A guy can dream, can't he?

JavaJones:
mwb1100 hits the nail squarely on the head and said exactly what I was going to say. Provide an update management *system* that unifies it all in one place, provides mechanisms for security and verifiability (e.g. similar to how browsers work with certificates, encryption, etc.), but does not *host* anything nor specify or approve what apps can use the system. Just like the program manager, any app that's installed can show up there, maybe even make it a mandatory part of being installed in Windows just like an entry in program manager (or incorporate it into the same UI as an updates tab or something); apps that don't implement auto-update are free to simply list a web URL to download updates if they prefer.

So developers are free to use (or not use) it just like Windows program manager (install/uninstall), the sound or graphics APIs or, or newer stuff like voice synthesis and recognition APIs. These are all services the OS provides, but surely nobody (who is reasonable and not an idiot) blames Microsoft if the app they're using has a bad UI (displayed using Windows APIs), bad voice recognition support, or a crappy installer/uninstaller (I'm looking at you HP and big antivirus app manufacturers!).

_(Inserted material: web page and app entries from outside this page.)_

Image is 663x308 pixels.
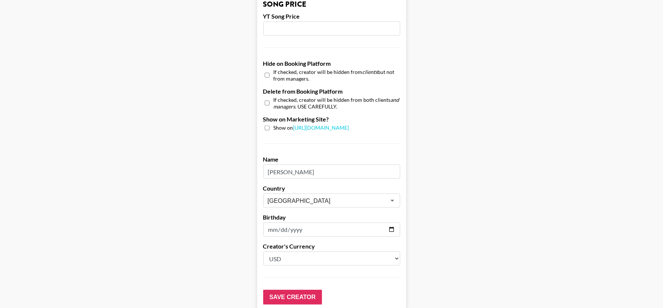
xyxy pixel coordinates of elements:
[362,69,378,75] em: clients
[274,69,400,82] span: If checked, creator will be hidden from but not from managers.
[263,88,400,95] label: Delete from Booking Platform
[263,185,400,192] label: Country
[263,116,400,123] label: Show on Marketing Site?
[293,125,349,131] a: [URL][DOMAIN_NAME]
[263,290,322,305] input: Save Creator
[263,13,400,20] label: YT Song Price
[263,156,400,163] label: Name
[263,243,400,250] label: Creator's Currency
[263,1,400,8] h3: Song Price
[263,60,400,67] label: Hide on Booking Platform
[387,196,397,206] button: Open
[274,125,349,132] span: Show on
[274,97,400,110] span: If checked, creator will be hidden from both clients . USE CAREFULLY.
[263,214,400,221] label: Birthday
[274,97,399,110] em: and managers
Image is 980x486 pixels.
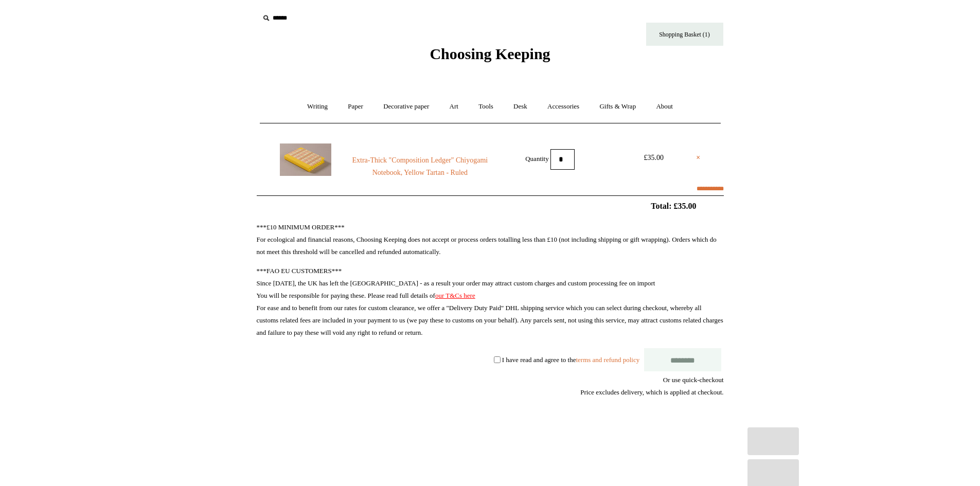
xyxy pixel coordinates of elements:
[350,154,490,179] a: Extra-Thick "Composition Ledger" Chiyogami Notebook, Yellow Tartan - Ruled
[257,265,724,338] p: ***FAO EU CUSTOMERS*** Since [DATE], the UK has left the [GEOGRAPHIC_DATA] - as a result your ord...
[590,93,645,120] a: Gifts & Wrap
[502,355,640,363] label: I have read and agree to the
[525,154,549,162] label: Quantity
[280,144,331,176] img: Extra-Thick "Composition Ledger" Chiyogami Notebook, Yellow Tartan - Ruled
[504,93,536,120] a: Desk
[631,151,677,164] div: £35.00
[647,93,682,120] a: About
[576,355,640,363] a: terms and refund policy
[435,291,475,299] a: our T&Cs here
[374,93,438,120] a: Decorative paper
[257,386,724,399] div: Price excludes delivery, which is applied at checkout.
[430,54,550,61] a: Choosing Keeping
[469,93,502,120] a: Tools
[233,201,748,211] h2: Total: £35.00
[257,374,724,399] div: Or use quick-checkout
[440,93,467,120] a: Art
[538,93,589,120] a: Accessories
[257,221,724,259] p: ***£10 MINIMUM ORDER*** For ecological and financial reasons, Choosing Keeping does not accept or...
[646,23,723,46] a: Shopping Basket (1)
[298,93,337,120] a: Writing
[339,93,372,120] a: Paper
[696,151,700,164] a: ×
[430,45,550,62] span: Choosing Keeping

I think what makes this less than a no-brainer "YES!" answer for everyone is the idea that app updates would be part of *Microsoft Update*. If they are instead simply displayed and accessible in a Windows control panel applet, does that not make huge amounts of sense? The very act of providing an API and control panel for this means many, many more devs would take advantage better updating functionality. Just as has been true with the many other APIs MS has provided over the years.